Last year about this time, I read an article that upset me greatly. In fact, I saved this link so that I could respond to the article when the time was right.
I know cranberry sauce is considered a Thanksgiving food, to go with turkey; but in my family, the Thanksgiving menu and the Christmas menu are indistinguishable. So, if you got it wrong at Thanksgiving, after reading this article you’ll be able to get it right for Christmas.
If you have not read the above-mentioned article, in it Tamela Hancock Murray purports to know the correct way to serve cranberry sauce (the jellied kind that comes in a can). Everyone knows, she says, that “you must slice the cranberry sauce so it appears in rounds and then you serve it in an oblong dish.”
Wrong.
This is how you serve cranberry sauce:
In a green footed bowl used for no other purpose than serving cranberries. (Full disclosure: even though many years ago the bowl came to me filled with a floral arrangement, I knew at that moment that it was born to be a cranberry dish.) After opening the chilled can, shake the cranberry sauce into the dish without marring its cylindrical form. Allow guests to serve themselves with a sterling silver cranberry sauce slicer. (I know for sure this slicer was made specifically for cranberry sauce. It has a circle of cranberries etched into the surface. It was my mother-in-law’s. I gave it to her, and it reverted back to me when she passed away.)
Some of you are undoubtedly dying to tell me that jellied cranberry sauce from a can is far inferior to the other kind. Don’t tell me—tell my husband. It’s what his mother always served. Old traditions die hard.
I have tasted the whole-berry kind, and I love it. I have even made it from scratch, and it was heavenly. I even tried serving it in alternating years.
The only problem with that arrangement is, no one else in my family will eat it. So canned jellied cranberry sauce it is. It’s the only way.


[Action item]
A full, exact copy of the listing is needed, with images omitted.

** The records follows **

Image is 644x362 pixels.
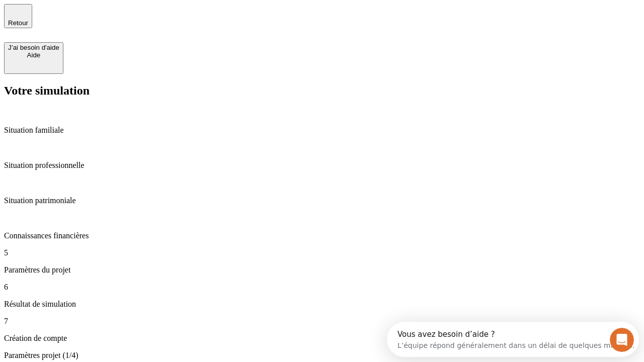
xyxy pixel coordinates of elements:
[4,334,640,343] p: Création de compte
[4,300,640,309] p: Résultat de simulation
[4,232,640,241] p: Connaissances financières
[387,322,639,357] iframe: Intercom live chat discovery launcher
[11,17,247,27] div: L’équipe répond généralement dans un délai de quelques minutes.
[4,4,32,28] button: Retour
[4,266,640,275] p: Paramètres du projet
[4,248,640,257] p: 5
[4,84,640,97] h2: Votre simulation
[8,44,59,51] div: J’ai besoin d'aide
[4,161,640,170] p: Situation professionnelle
[4,126,640,135] p: Situation familiale
[4,317,640,326] p: 7
[4,4,277,31] div: Ouvrir le Messenger Intercom
[8,19,28,27] span: Retour
[610,328,634,352] iframe: Intercom live chat
[4,42,63,74] button: J’ai besoin d'aideAide
[4,283,640,292] p: 6
[8,51,59,59] div: Aide
[4,196,640,205] p: Situation patrimoniale
[11,9,247,17] div: Vous avez besoin d’aide ?
[4,351,640,360] p: Paramètres projet (1/4)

** End of The records **

[Task response]
Image is 644x362 pixels.
xyxy pixel coordinates of elements:
[4,334,640,343] p: Création de compte
[4,300,640,309] p: Résultat de simulation
[4,232,640,241] p: Connaissances financières
[387,322,639,357] iframe: Intercom live chat discovery launcher
[11,17,247,27] div: L’équipe répond généralement dans un délai de quelques minutes.
[4,4,32,28] button: Retour
[4,266,640,275] p: Paramètres du projet
[4,248,640,257] p: 5
[4,84,640,97] h2: Votre simulation
[8,44,59,51] div: J’ai besoin d'aide
[4,161,640,170] p: Situation professionnelle
[4,126,640,135] p: Situation familiale
[4,317,640,326] p: 7
[4,4,277,31] div: Ouvrir le Messenger Intercom
[8,19,28,27] span: Retour
[610,328,634,352] iframe: Intercom live chat
[4,42,63,74] button: J’ai besoin d'aideAide
[4,283,640,292] p: 6
[8,51,59,59] div: Aide
[4,196,640,205] p: Situation patrimoniale
[11,9,247,17] div: Vous avez besoin d’aide ?
[4,351,640,360] p: Paramètres projet (1/4)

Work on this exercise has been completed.